Not wanting to spurn Cupid’s arrow at this delicate age, I agreed to move to Perth with him, where he had signed a more lucrative work contract. Once more, I handed in my notice and we drove west, arriving two weeks later in the most isolated capital city in the world. Here we settled down, bought and partly renovated a house, and made a baby. We replaced the dog when the old one broke.
Once our son made it clear that he wanted to spend less time cooing with Mummy and more time expanding his brain, I freelanced for design company number four. Sadly, this closed when the owner became ill.
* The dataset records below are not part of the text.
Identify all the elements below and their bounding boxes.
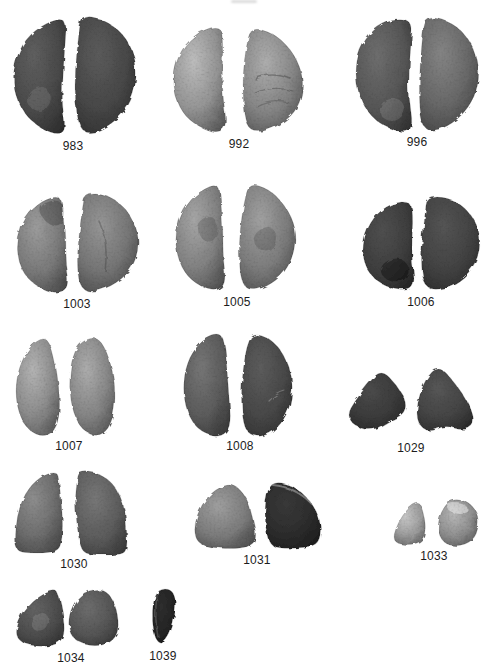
specimen-label: 1006: [407, 296, 435, 308]
artifact-half: [393, 502, 424, 543]
cropped-edge-artifact: [231, 0, 257, 3]
specimen-label: 1034: [57, 652, 85, 664]
artifact-half: [15, 472, 62, 552]
specimen-label: 1029: [397, 442, 425, 454]
artifact-half: [69, 589, 117, 645]
specimen-label: 1030: [60, 558, 88, 570]
artifact-half: [15, 338, 59, 435]
artifact-photo: [190, 478, 324, 552]
artifact-photo: [12, 190, 142, 296]
artifact-half: [12, 18, 65, 132]
artifact-photo: [12, 586, 130, 650]
artifact-photo: [12, 468, 136, 556]
specimen-1003: 1003: [12, 190, 142, 296]
artifact-photo: [12, 334, 126, 438]
artifact-half: [241, 334, 292, 435]
specimen-label: 996: [407, 136, 428, 148]
artifact-half: [194, 484, 255, 547]
specimen-1006: 1006: [358, 194, 484, 294]
artifact-photo: [358, 194, 484, 294]
artifact-photo: [144, 586, 182, 648]
specimen-1030: 1030: [12, 468, 136, 556]
artifact-half: [348, 372, 405, 429]
specimen-1034: 1034: [12, 586, 130, 650]
artifact-half: [264, 482, 320, 548]
specimen-1007: 1007: [12, 334, 126, 438]
specimen-label: 1008: [226, 440, 254, 452]
specimen-label: 1005: [223, 296, 251, 308]
specimen-1033: 1033: [388, 496, 480, 548]
specimen-992: 992: [170, 22, 308, 136]
specimen-label: 1039: [149, 650, 177, 662]
specimen-1039: 1039: [144, 586, 182, 648]
artifact-half: [69, 337, 114, 434]
artifact-photo: [350, 14, 484, 134]
artifact-half: [175, 185, 224, 289]
artifact-half: [74, 16, 135, 132]
artifact-half: [183, 334, 230, 435]
specimen-label: 1031: [243, 554, 271, 566]
artifact-half: [77, 193, 138, 290]
specimen-label: 1003: [63, 298, 91, 310]
specimen-996: 996: [350, 14, 484, 134]
artifact-photo: [176, 330, 304, 438]
specimen-label: 983: [63, 140, 84, 152]
artifact-half: [242, 28, 302, 130]
artifact-photo: [388, 496, 480, 548]
specimen-label: 992: [229, 138, 250, 150]
artifact-photo: [172, 180, 302, 294]
specimen-1029: 1029: [344, 362, 478, 440]
artifact-half: [416, 368, 473, 430]
artifact-half: [173, 26, 225, 130]
figure-plate: 9839929961003100510061007100810291030103…: [0, 0, 495, 669]
artifact-half: [421, 196, 479, 288]
artifact-photo: [170, 22, 308, 136]
artifact-photo: [344, 362, 478, 440]
specimen-983: 983: [8, 12, 138, 138]
specimen-label: 1033: [420, 550, 448, 562]
artifact-photo: [8, 12, 138, 138]
specimen-1005: 1005: [172, 180, 302, 294]
artifact-half: [418, 17, 477, 129]
artifact-half: [75, 471, 127, 554]
specimen-1031: 1031: [190, 478, 324, 552]
specimen-label: 1007: [55, 440, 83, 452]
specimen-1008: 1008: [176, 330, 304, 438]
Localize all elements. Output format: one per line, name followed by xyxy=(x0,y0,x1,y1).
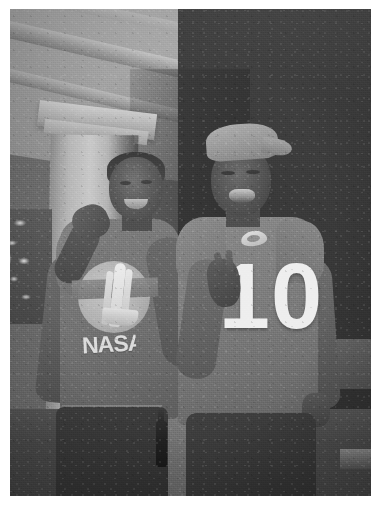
deck-object xyxy=(340,449,371,469)
bottle xyxy=(156,421,167,467)
person-right-shorts xyxy=(186,413,316,496)
person-right-eye-left xyxy=(221,171,235,175)
nasa-wordmark: NASA xyxy=(81,330,136,359)
person-left-eye-right xyxy=(141,180,152,184)
person-right-open-mouth xyxy=(229,189,255,203)
person-left-eye-left xyxy=(120,181,131,185)
photograph: NASA 10 xyxy=(10,9,371,496)
photo-print-frame: NASA 10 xyxy=(0,0,379,510)
person-left-face xyxy=(109,157,163,219)
person-left-pants xyxy=(56,407,168,496)
person-right-eye-right xyxy=(246,170,260,174)
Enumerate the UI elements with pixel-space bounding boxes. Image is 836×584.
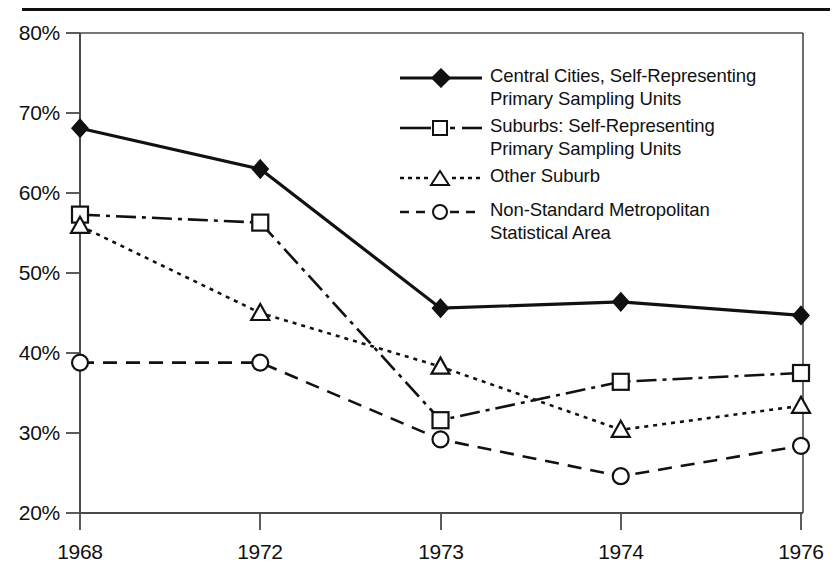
- data-point-marker: [793, 365, 809, 381]
- data-point-marker: [793, 306, 809, 324]
- x-tick-label-1973: 1973: [391, 540, 491, 564]
- chart-figure: 80% 70% 60% 50% 40% 30% 20% 1968 1972 19…: [0, 0, 836, 584]
- legend-label-suburbs-srpsu-line1: Suburbs: Self-Representing: [490, 114, 798, 137]
- legend-label-non-standard-msa-line1: Non-Standard Metropolitan: [490, 198, 798, 221]
- legend-item-suburbs-srpsu: Suburbs: Self-Representing Primary Sampl…: [398, 114, 798, 160]
- x-axis-ticks: [80, 513, 801, 530]
- legend-item-other-suburb: Other Suburb: [398, 164, 798, 194]
- data-point-marker: [613, 374, 629, 390]
- data-point-marker: [252, 355, 268, 371]
- y-tick-label-20: 20%: [0, 501, 60, 525]
- y-tick-label-70: 70%: [0, 101, 60, 125]
- legend-label-central-cities-line1: Central Cities, Self-Representing: [490, 64, 798, 87]
- y-axis-ticks: [66, 33, 80, 513]
- x-tick-label-1968: 1968: [30, 540, 130, 564]
- legend-key-solid-diamond-icon: [398, 68, 484, 88]
- y-tick-label-60: 60%: [0, 181, 60, 205]
- data-point-marker: [433, 412, 449, 428]
- data-point-marker: [792, 397, 810, 413]
- x-tick-label-1974: 1974: [571, 540, 671, 564]
- y-tick-label-50: 50%: [0, 261, 60, 285]
- x-tick-label-1972: 1972: [210, 540, 310, 564]
- legend-item-central-cities: Central Cities, Self-Representing Primar…: [398, 64, 798, 110]
- y-tick-label-40: 40%: [0, 341, 60, 365]
- legend-key-dashdot-square-icon: [398, 118, 484, 138]
- data-point-marker: [72, 119, 88, 137]
- legend-key-dotted-triangle-icon: [398, 168, 484, 188]
- data-point-marker: [613, 468, 629, 484]
- data-point-marker: [433, 431, 449, 447]
- y-tick-label-80: 80%: [0, 21, 60, 45]
- data-point-marker: [72, 355, 88, 371]
- legend-key-dashed-circle-icon: [398, 202, 484, 222]
- legend-label-non-standard-msa-line2: Statistical Area: [490, 221, 798, 244]
- data-point-marker: [793, 438, 809, 454]
- x-tick-label-1976: 1976: [751, 540, 836, 564]
- legend-label-other-suburb-line1: Other Suburb: [490, 164, 798, 187]
- series-2: [71, 217, 810, 437]
- legend-item-non-standard-msa: Non-Standard Metropolitan Statistical Ar…: [398, 198, 798, 244]
- data-point-marker: [613, 293, 629, 311]
- legend-label-central-cities-line2: Primary Sampling Units: [490, 87, 798, 110]
- chart-legend: Central Cities, Self-Representing Primar…: [398, 64, 798, 248]
- legend-label-suburbs-srpsu-line2: Primary Sampling Units: [490, 137, 798, 160]
- data-point-marker: [251, 304, 269, 320]
- data-point-marker: [252, 215, 268, 231]
- y-tick-label-30: 30%: [0, 421, 60, 445]
- series-line: [80, 226, 801, 430]
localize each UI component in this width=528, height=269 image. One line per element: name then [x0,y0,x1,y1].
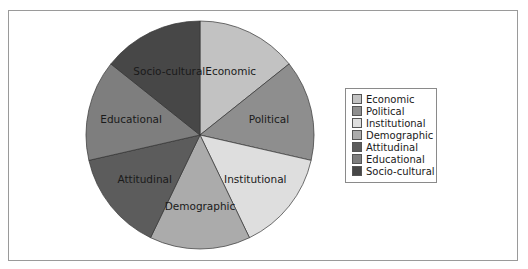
legend-label: Institutional [366,118,426,129]
slice-label: Economic [205,65,256,77]
legend-label: Educational [366,154,425,165]
pie-slices [86,21,314,249]
slice-label: Educational [100,113,162,125]
legend-item: Economic [352,93,436,105]
legend-item: Educational [352,153,436,165]
legend-swatch [352,142,362,152]
legend-label: Attitudinal [366,142,418,153]
legend-label: Political [366,106,404,117]
legend-swatch [352,166,362,176]
legend: Economic Political Institutional Demogra… [345,88,437,183]
legend-item: Socio-cultural [352,165,436,177]
legend-label: Socio-cultural [366,166,435,177]
legend-swatch [352,106,362,116]
slice-label: Attitudinal [117,173,172,185]
legend-swatch [352,94,362,104]
legend-swatch [352,118,362,128]
legend-label: Demographic [366,130,433,141]
slice-label: Socio-cultural [133,65,205,77]
legend-item: Institutional [352,117,436,129]
slice-label: Institutional [224,173,287,185]
slice-label: Demographic [165,200,236,212]
legend-swatch [352,154,362,164]
pie-chart: EconomicPoliticalInstitutionalDemographi… [0,0,528,269]
legend-item: Attitudinal [352,141,436,153]
legend-label: Economic [366,94,414,105]
slice-label: Political [249,113,289,125]
legend-item: Political [352,105,436,117]
legend-item: Demographic [352,129,436,141]
legend-swatch [352,130,362,140]
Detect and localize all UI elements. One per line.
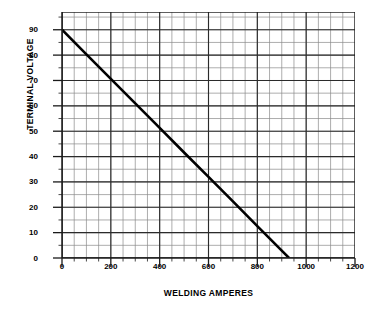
y-tick-label: 40 (14, 152, 38, 161)
y-tick-label: 50 (14, 127, 38, 136)
x-tick-label: 0 (42, 262, 82, 271)
x-tick-label: 400 (140, 262, 180, 271)
y-tick-label: 80 (14, 51, 38, 60)
y-tick-label: 70 (14, 76, 38, 85)
x-tick-label: 800 (237, 262, 277, 271)
x-tick-label: 1200 (335, 262, 375, 271)
y-tick-label: 60 (14, 101, 38, 110)
y-tick-label: 90 (14, 25, 38, 34)
x-tick-label: 1000 (286, 262, 326, 271)
y-tick-label: 0 (14, 254, 38, 263)
x-tick-label: 200 (91, 262, 131, 271)
y-tick-label: 30 (14, 177, 38, 186)
y-tick-label: 20 (14, 203, 38, 212)
chart-figure: TERMINAL VOLTAGE WELDING AMPERES 0102030… (0, 0, 379, 319)
plot-svg (62, 12, 355, 258)
plot-area (62, 12, 355, 258)
y-tick-label: 10 (14, 228, 38, 237)
x-tick-label: 600 (189, 262, 229, 271)
x-axis-title: WELDING AMPERES (62, 288, 355, 298)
It was at this point I remembered a piece of advice that one of my ex-bosses in Sydney had given me when I left. Not the legendary “when answering the phone to potential clients, the soothing cadence of flight safety instructions being announced is always preferable to manic Valley Girl upspeak”. (That quote may have been embellished.) The actual advice he gave me was that I may get more creative satisfaction if I were to approach publishers as a freelance book designer, rather than joining another studio where end clients would undoubtedly ask whether “the logo could be a bit bigger”. I took his advice and am enormously grateful that the two publishers I approached took a chance on me. I find myself in the enviable position of having been a home-based freelance book designer ever since.
If the above display of over indulgence hasn’t put you off, please get in touch via my contact form to see how I might help you envision your literary ambitions.